The Gleasons didn't have many updates about what was going on with the air contamination situation. The EPA has held two town halls in the area about it, but Paul and Amy hadn't been able to make either and said the events seemed pretty casual and optional, so they didn't think it was that urgent to attend.
Other tenants in the area —including Matthew Villegas, who previously rented Boundless Therapeutics at the Source; and Tatiana Poling who has a private practice she rents on Carlisle and Anderson avenues — didn't know about the contamination left behind by the dry cleaning facilities until the Journal called about it.
In contrast, the owners of the actual site where the dry cleaners operated hear from the EPA every couple of months.
Helping Properties is the real estate investment firm that operates out of the facility now. Manager José Tinoco said the firm has been there since February 2022, and the EPA contacted the firm in the fall of 2022, giving the business two temporary air purifying units.
He said the federal agency comes every two or three months to change the filters out. The EPA has done a good job educating the workers in the building about what's going on, he added.
"No concerns about it, really," Tinoco said.
Making the site a Superfund
The state Environment Department identified the former dry cleaners' site in 2021, according to a 2023 contaminated sites update from NMED, and started considering its potential for the EPA's National Priorities List. The state agency sampled residential properties in the area and found both PCE and TCE concentrations in the air.
Ball said NMED referred the site to the EPA in July 2022 and has been working collaboratively with the agency on removal and remediation work since then.

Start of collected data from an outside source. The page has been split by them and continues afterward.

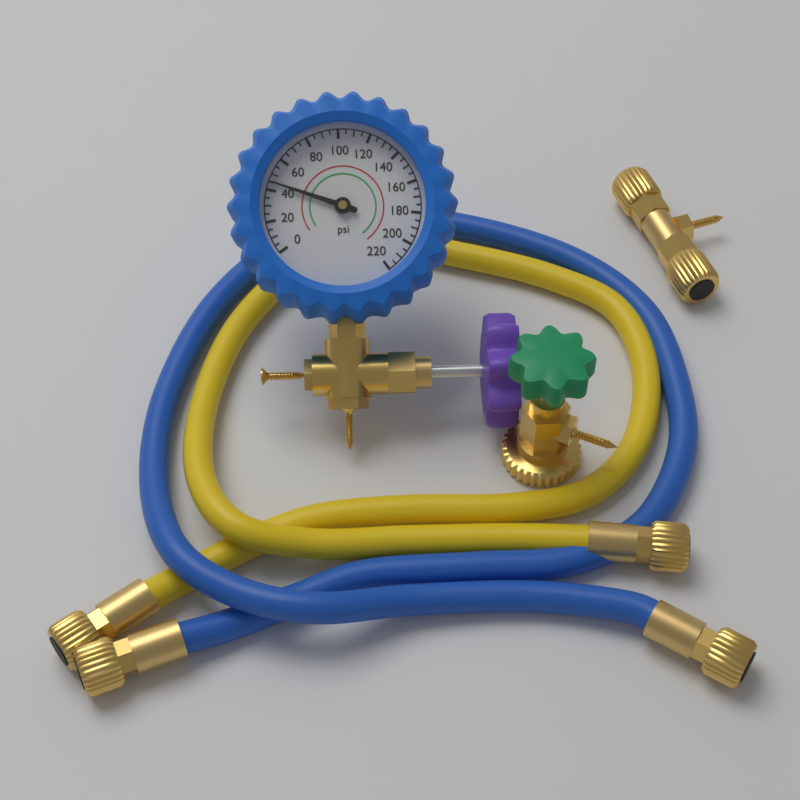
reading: 45 psi
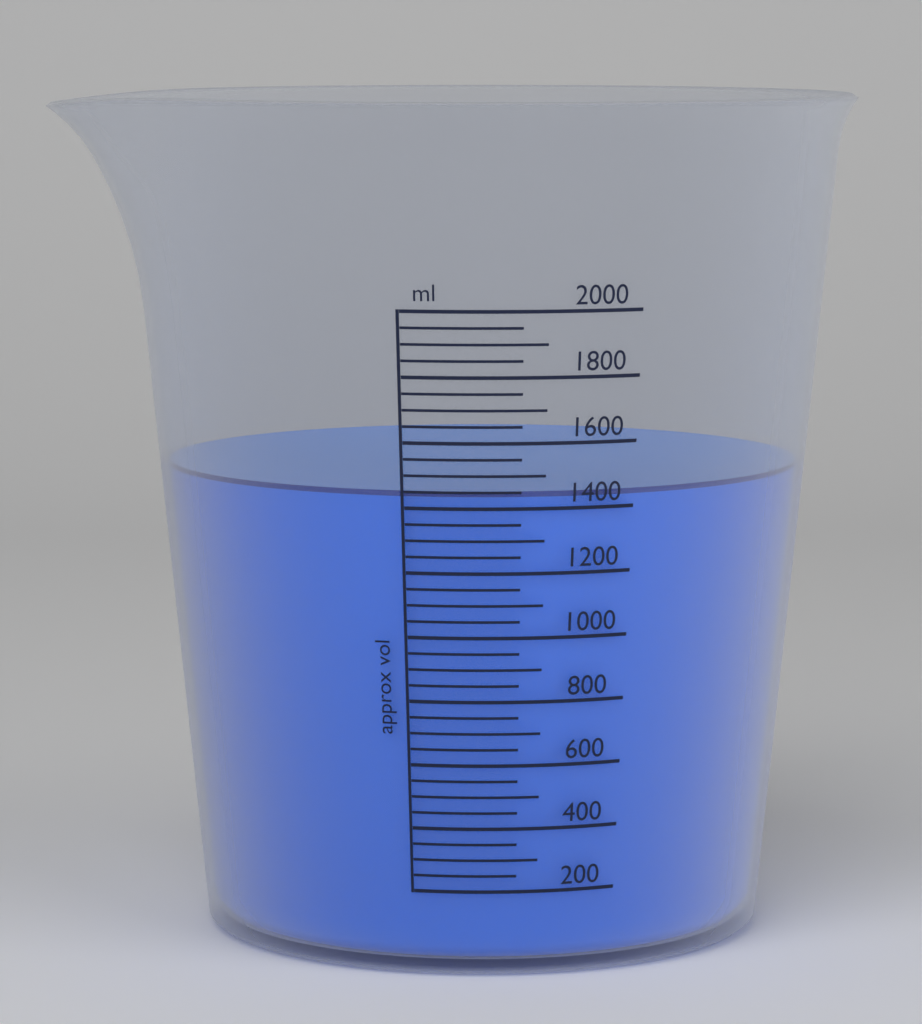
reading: 1450 ml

On Sept. 5, the federal Superfund program proposed four new sites to the EPA's National Priorities List, including Carlisle Village Cleaners.
The last time the EPA added a New Mexico Superfund location to its National Priorities List was in 2016.

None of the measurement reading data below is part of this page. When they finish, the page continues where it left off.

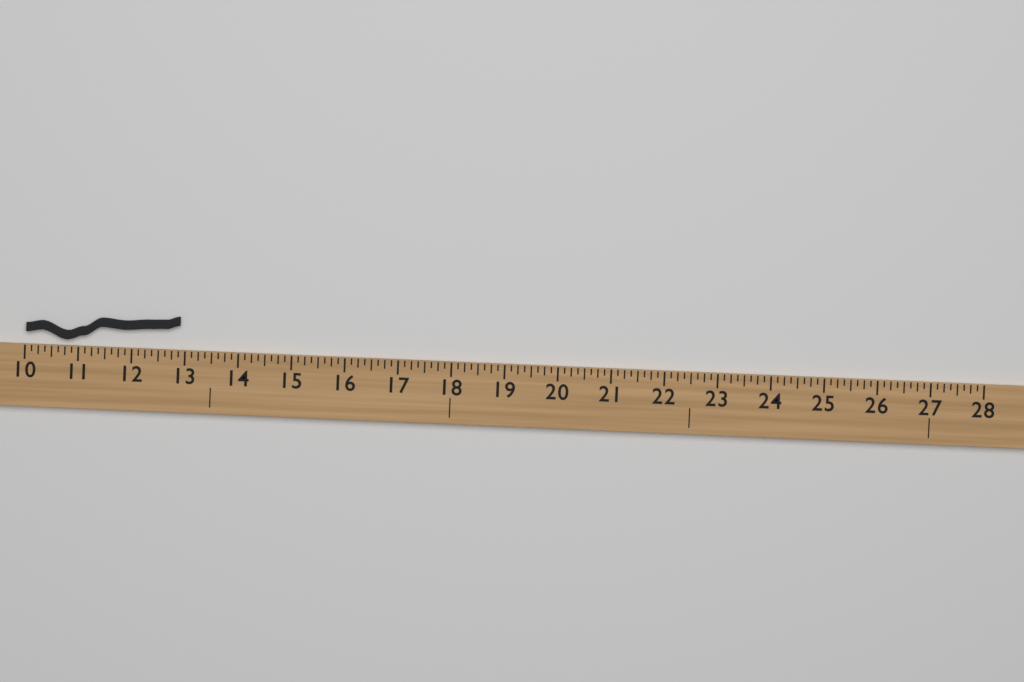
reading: 12.875 (no unit)
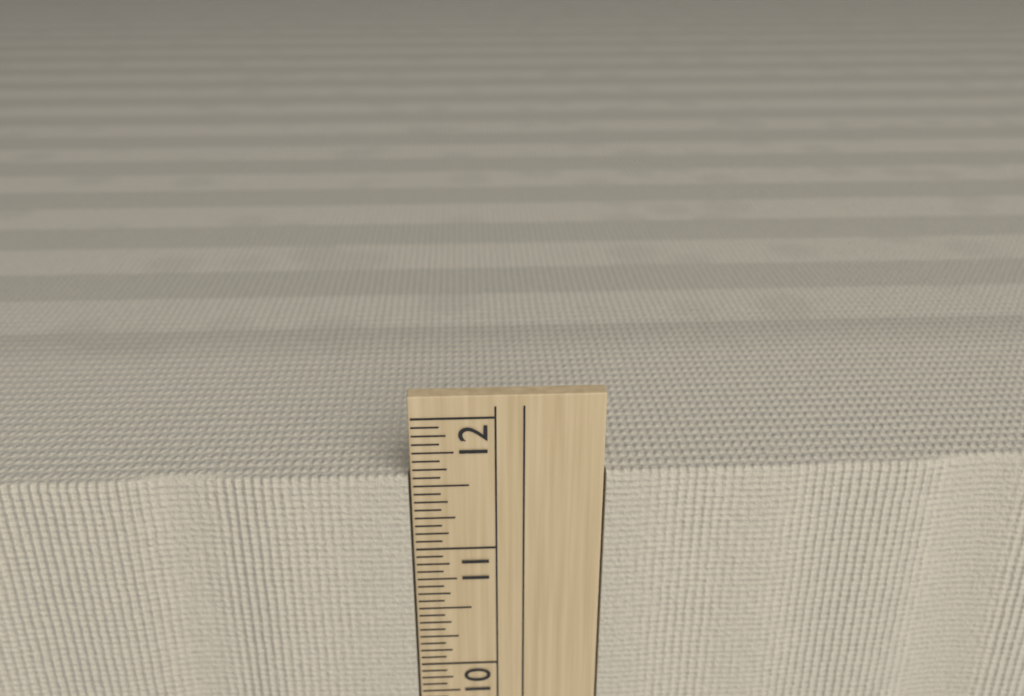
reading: 11.5625 in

If the EPA adds the site to its NPL, Belford, the EPA press secretary, said the agency could conduct "further remediation efforts."
There's a two-month-long public comment period before the EPA adds Superfund sites to its National Priority List. The deadline for public comments for the New Mexico-proposed site is Nov. 4, which can be made here.

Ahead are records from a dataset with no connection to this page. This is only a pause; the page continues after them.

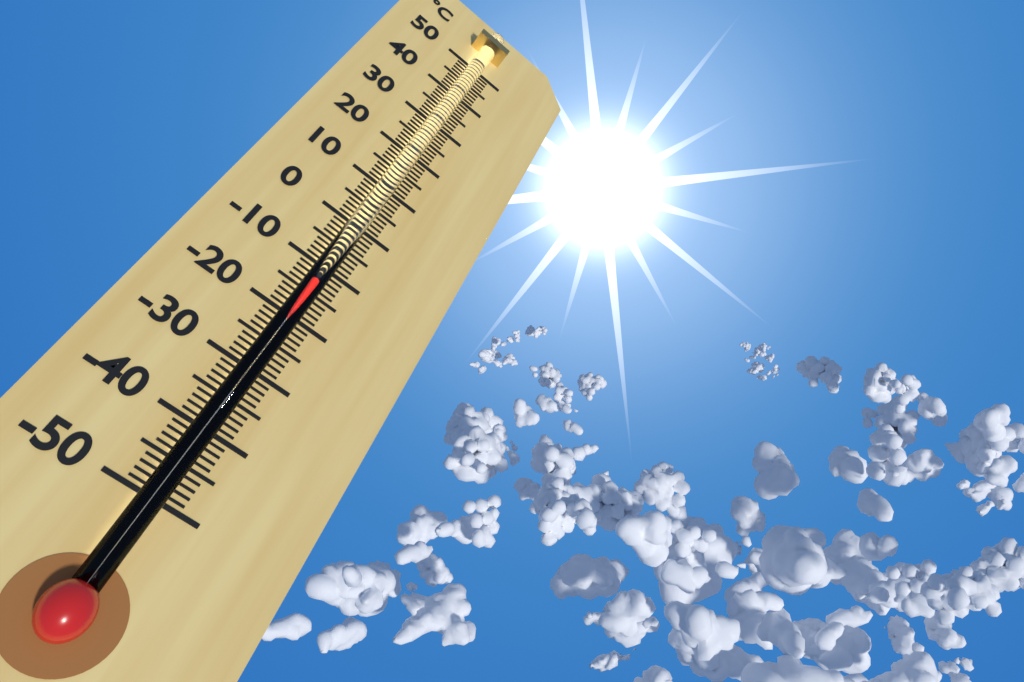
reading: -14 °C
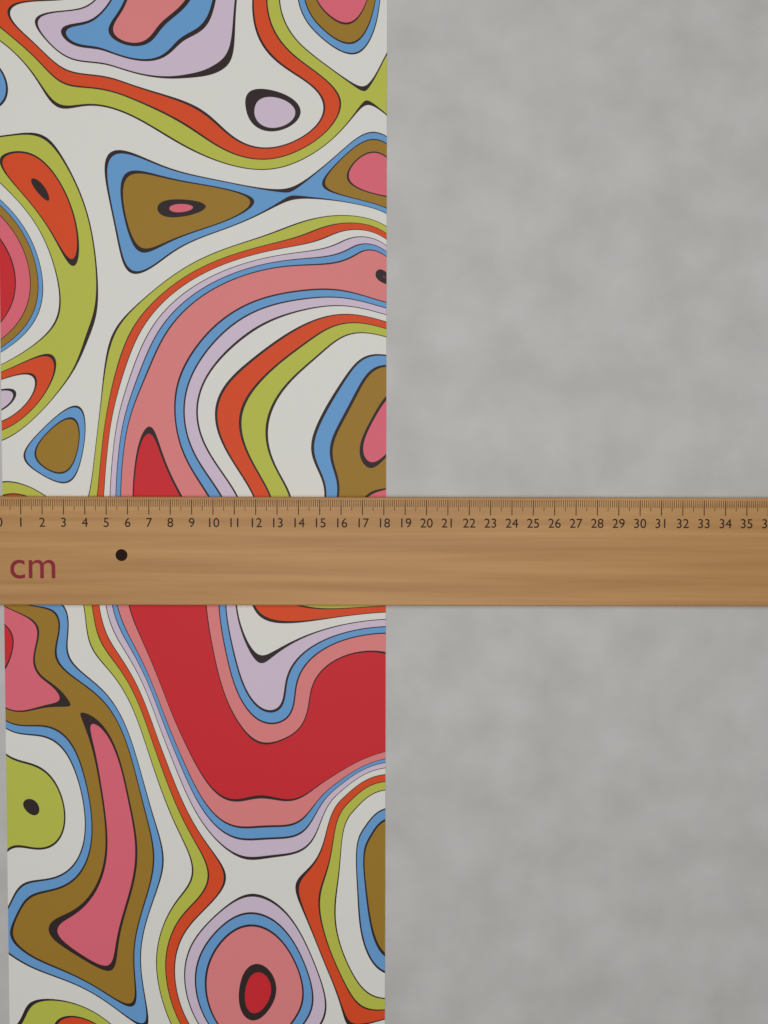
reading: 18.1 cm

After public comment, if the site still qualifies for cleanup under the EPA's Superfund program, the federal agency will add the site to the NPL through a final rulemaking.
How long this takes varies. Belford said his agency generally undergoes rulemakings twice in one year: once in the late summer or early fall and once in the late winter or early spring.
Alliman said having the area classified as a Superfund site would be a double-edged sword.
On one hand, he said, the value of his property could dip — "one of the large investments that we make through our lives."
"So for my mind, I go to Long Island, the nuclear meltdown, Superfund and all of that," he said.
On the other hand, once the cleanup measures are completed, the property value could increase, Alliman said, because the building has a federal bill of health most properties don't have.
Fox had similar hope, particularly because she's looking to rent out a couple of her properties to businesses.
Some of New Mexico's Superfund sites have been sitting on the National Priorities List for decades. The three oldest sites on the list date back to 1983.
New Mexico has 15 Superfund sites. There are 1,340 Superfund sites in the U.S.
The EPA, to date, has removed five sites from New Mexico's list of Superfunds, meaning the sites should no longer pose a significant threat to the environment or public health.
Whether Carlisle Village Cleaners makes the Superfund list or not, the EPA is planning additional mitigation efforts. Belford said in late 2024 or early 2025, his agency will install vapor intrusion mitigation systems in residences and vapor extraction systems in commercial properties.
The EPA and NMED are hosting a town hall meeting at the Life Tabernacle United Pentecostal Church, 1112 Carlisle SE, on Oct. 1 about the contamination. The meeting will be from 6:30 to 8:30 p.m.